Tax cuts were another topic surveyed. Business strongly supports personal tax cuts. At first glance, it seems so noble to put their staff first. The truth, though, is that quite a few employers hope that they could skip a wage rise or two if taxes were cut. And again the illogicality, the sheer ignorance, is a worry. Don't businesses understand personal tax cuts will increase pressure on spending, house prices, imports, interest rates, the dollar and the current account deficit? So, they argue, government should cut spending instead to relieve the pressure. OK, so what will they give up from the long list that runs from roads, apprentices and research to universities, export services and lots of other essential investments in economic capability and growth?
Amazingly, National is just as irresponsible. The day after the Budget it voted against cutting the corporate tax rate. The vote was on that alone, not the whole Budget. Asked to explain the party's curious decision, John Key said National's top priority was personal not business tax cuts. And this is the party that business thinks will deliver what it needs to unleash its potential?
What business really needs is a hefty slug of reality and responsibility. Not much was evident in the survey. The views were particularly parochial. Apart from a few references to falling behind Australia and oil prices being their greatest international worry, there was scant evidence the chief executives had much knowledge or interest in what was going on out in the world.

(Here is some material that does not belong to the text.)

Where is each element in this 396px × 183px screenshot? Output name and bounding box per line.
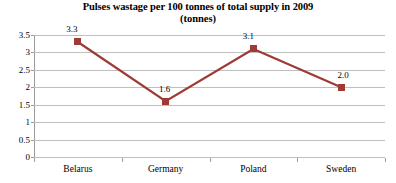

Their views on climate change were particularly revealing. To the question, "Are you sufficiently convinced the science of climate change is accurate and robust?", 72% answered "no" or "unsure". They would have answered "yes" if they had taken even passing interest in the latest, well-publicised reports from the UN's Intergovernmental Panel on Climate Change. "Warming of the climate system is unequivocal," it said. "Most of the observed increase in globally averaged temperatures since the mid-20th century is very likely due to the observed increase in anthropogenic greenhouse gas concentrations." By the way, "very likely" has a precise scientific definition of 90% likelihood and anthropogenic means human activity is the cause. This large majority of climate deniers prove to be equally muddled on related issues. Although they don't believe the science, 82% believe that New Zealand should prepare for a carbon-constrained future anyway. In addition, 64% don't believe or are unsure that the country has enough electricity to fuel business growth. But 93% don't believe power prices should be increased. That's nonsense. There's no way we can increase electricity capacity, either in non-carbon ways like wind or carbon ways like coal, without putting up the price.
Quite simply, business wants lots of things gifted to them - a break on climate policies, more infrastructure, employee tax cuts, superannuation, roads and electricity to name but a few. It is not prepared to pay for them. For example, 52% of respondents want the government to invest in broadband but then they reject by strong majorities the three ways it could happen. In stark contrast, what would a constructive corporate culture look like? Business leaders would be ambitious, confident about themselves and the country, excited about New Zealand's opportunities in the world, ready to shoulder a fair share of the responsibility and investment; be strategic, well-researched and deeply analytical.